Residents opposing activity
Six “No ho zone” yard signs, which were placed along North Gallatin Avenue in Uniontown on Saturday in a homespun effort to dissuade prostitutes from doing business in the neighborhood, were stolen almost as fast as they were set up. They were intended to be lighthearted notices that residents are fed up with prostitution and the poor image it and other illicit trades have given the neighborhood.
But, they also were signs of changing times in the community, said North Gallatin Avenue resident Rich Lee, who put up the signs.
“We had a little bit of fun with that. It brought awareness. It was done tastefully,” said Lee, a member of the North Gallatin Avenue Concerned Citizens Association and the city’s zoning hearing board. “It’s a sign of the times. No prostitutes. We just don’t want to see them anymore. Just go away.”
He said the choice of words used on the signs had nothing to do with Don Imus, who was recently fired from his CBS radio show for using one of the words in a slur about the Rutgers University women’s basketball team.
Like the unannounced placement of the signs, the next effort also will be a surprise, but it could carry serious consequences. Lee said he and more than a dozen neighborhood residents will be armed with cameras when they walk the streets that prostitutes walk and wait at the corners where prostitutes wait for customers.
The photos they take of prostitutes and johns as well as their license plates will be handed over to city police, Lee said. He said announcing the date of the “john patrol” would defeat the purpose.
“We know, but we’re not saying so we can catch them in the act,” said Lee. “We want to eradicate the problem, not just push it back a couple days.”
Although he wasn’t happy about the theft of the signs, which he put up at 5 a.m., he said he would have taken them down before Tuesday’s Americanism Day Parade.
Three signs were stolen by 8 a.m. Only one remained standing by 5:30 p.m. and that one was stolen by midnight.
City police patrolled the area and cited two women for loitering at 5 a.m.
Lee said he believes most of the signs were stolen by people who saw them as novelties.
The next effort will be more serious and similar plans will be carried out until the neighborhood is cleaned up, he said.
The North Gallatin Avenue Concerned Citizens, the city and the Uniontown Redevelopment Authority have applied for hundreds of thousands of dollars in state grants to revitalize the mostly residential neighborhood.
They also are working with another local agency to build 25 new houses for first-time homebuyers.
The city has been condemning and demolishing blighted houses and buildings in that neighborhood and the rest of the city for the last several years.
Lee said it is difficult to attract businesses and residents to the neighborhood because of problems with prostitution, drugs and absentee landlords.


When you transcribe the listing that follows, keep every line exact and omit the pictures.

[Start of section]

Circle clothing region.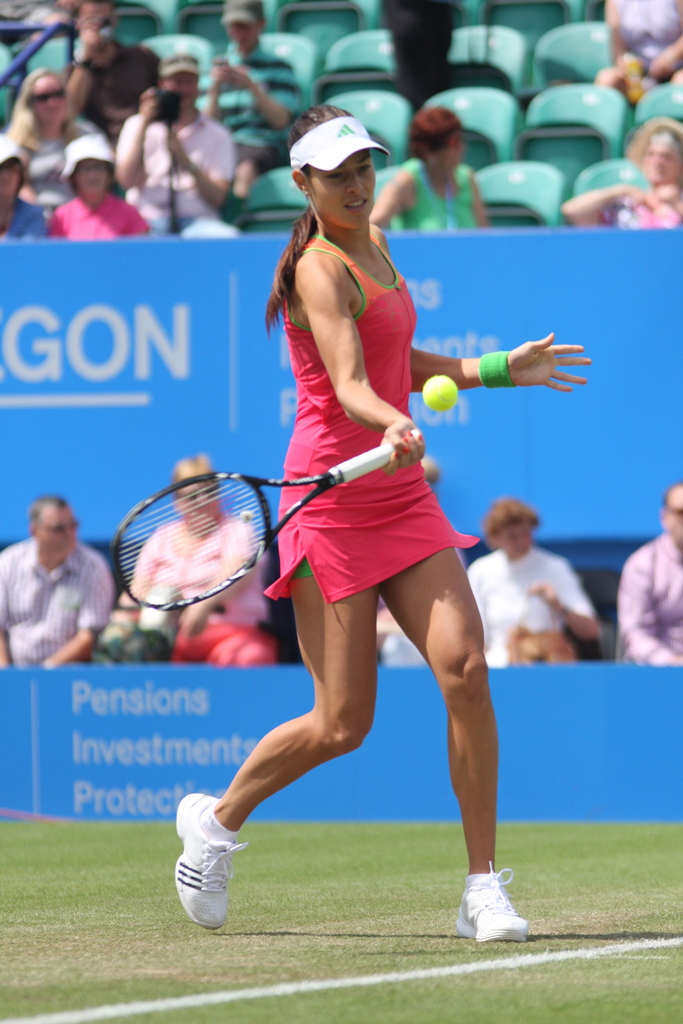
Region: pyautogui.locateOnScreen(610, 531, 682, 660).
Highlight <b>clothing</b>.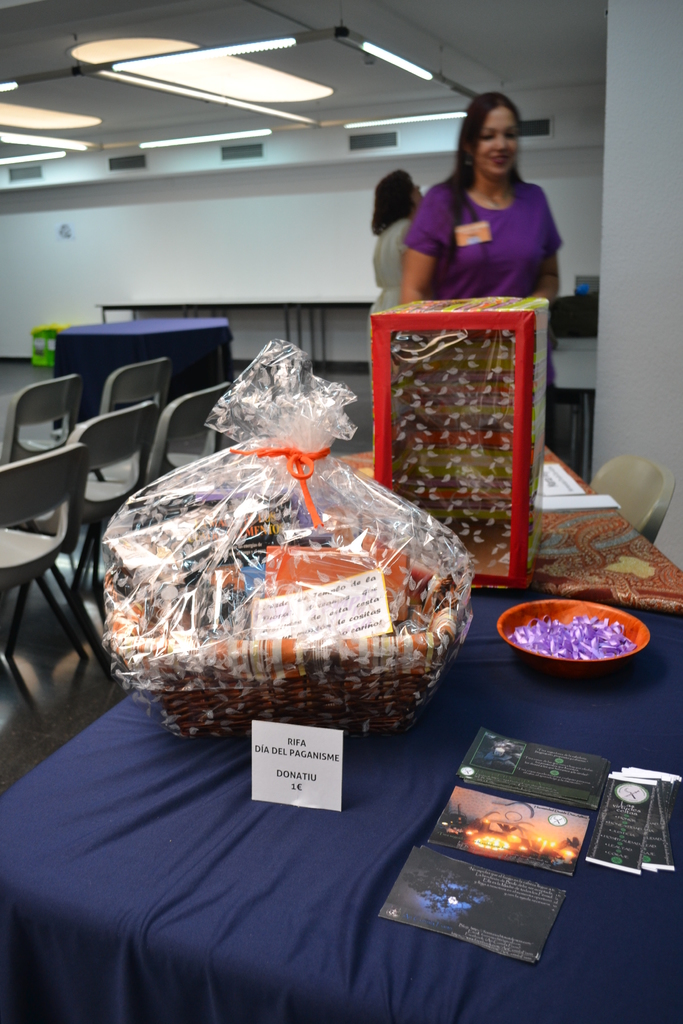
Highlighted region: bbox=[352, 211, 424, 339].
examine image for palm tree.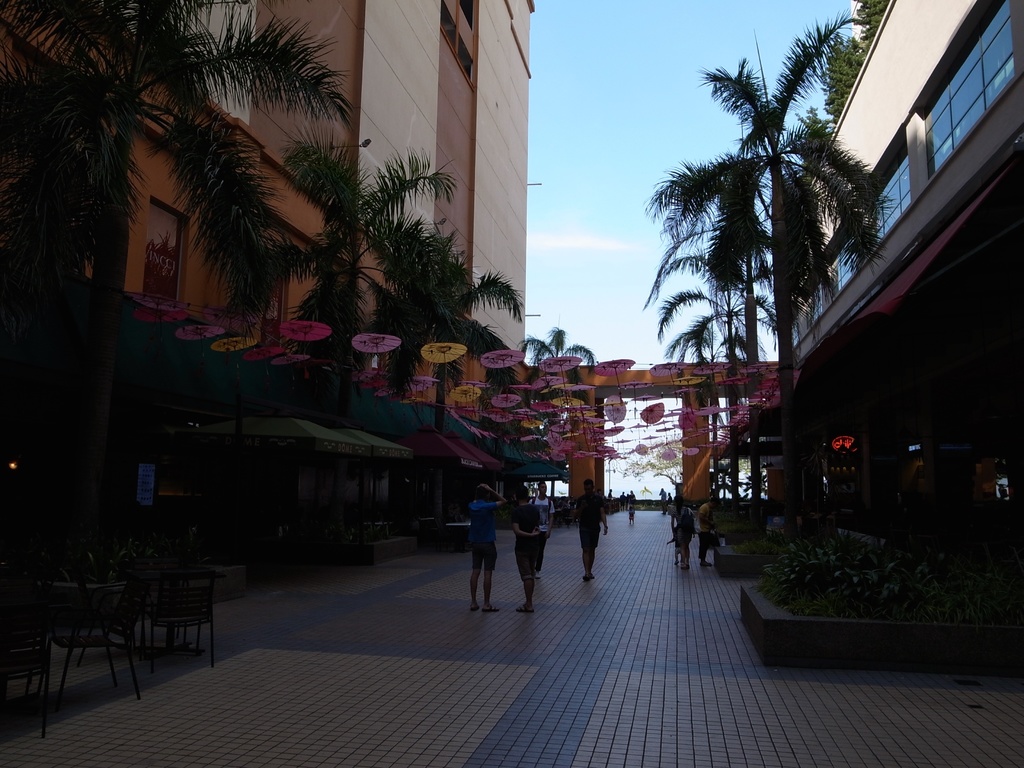
Examination result: x1=378 y1=250 x2=500 y2=490.
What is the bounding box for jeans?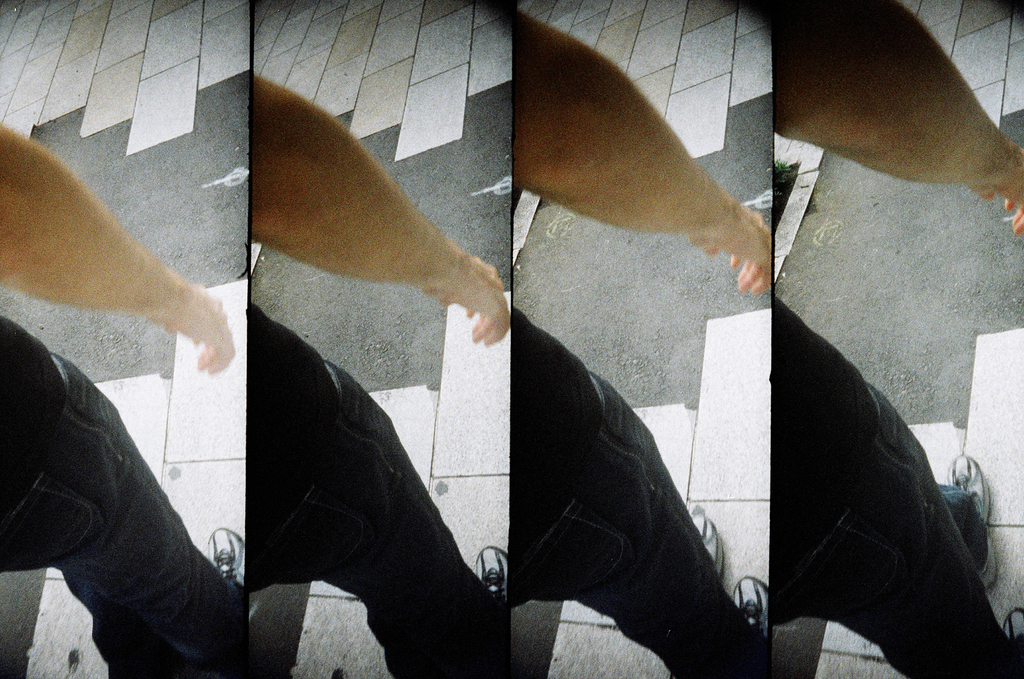
BBox(504, 371, 735, 670).
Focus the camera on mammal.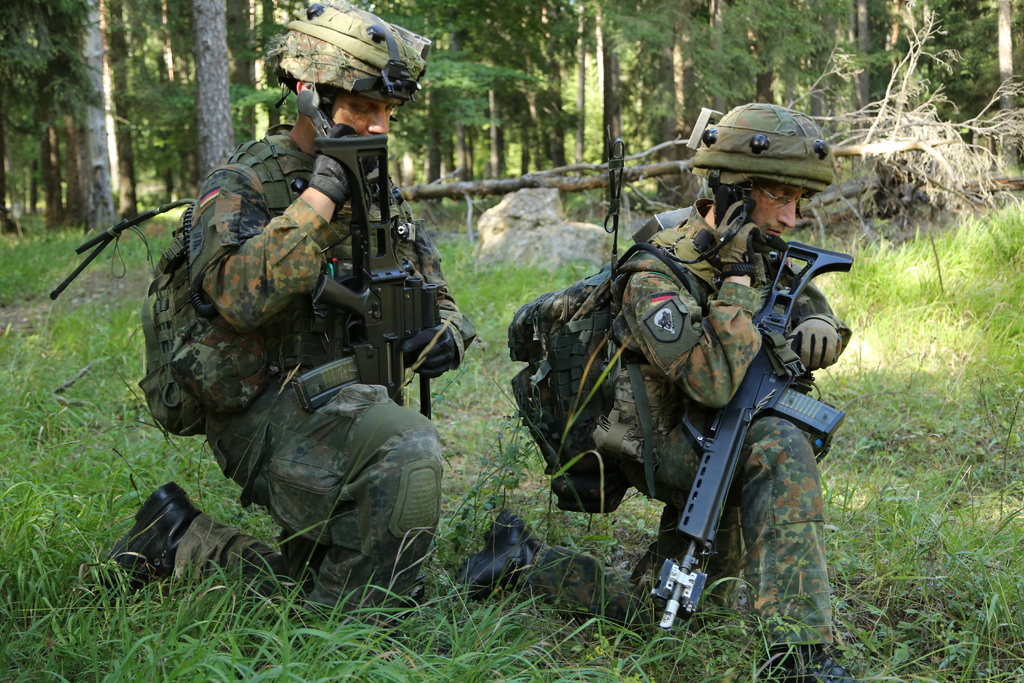
Focus region: x1=56 y1=58 x2=511 y2=588.
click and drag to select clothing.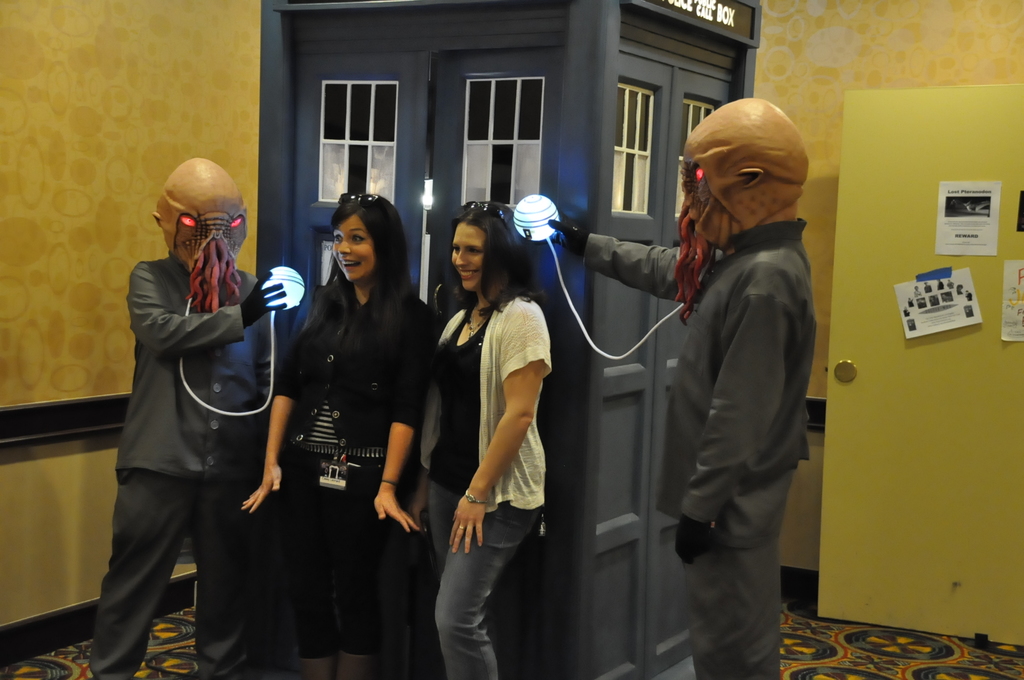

[End of section]

REPLY.
Circle clothing region.
Region: pyautogui.locateOnScreen(610, 531, 682, 660).
Highlight <b>clothing</b>.
Highlighted region: bbox=[352, 211, 424, 339].
examine image for palm tree.
Examination result: x1=378 y1=250 x2=500 y2=490.
What is the bounding box for jeans?
BBox(504, 371, 735, 670).
Focus the camera on mammal.
Focus region: x1=56 y1=58 x2=511 y2=588.
click and drag to select clothing.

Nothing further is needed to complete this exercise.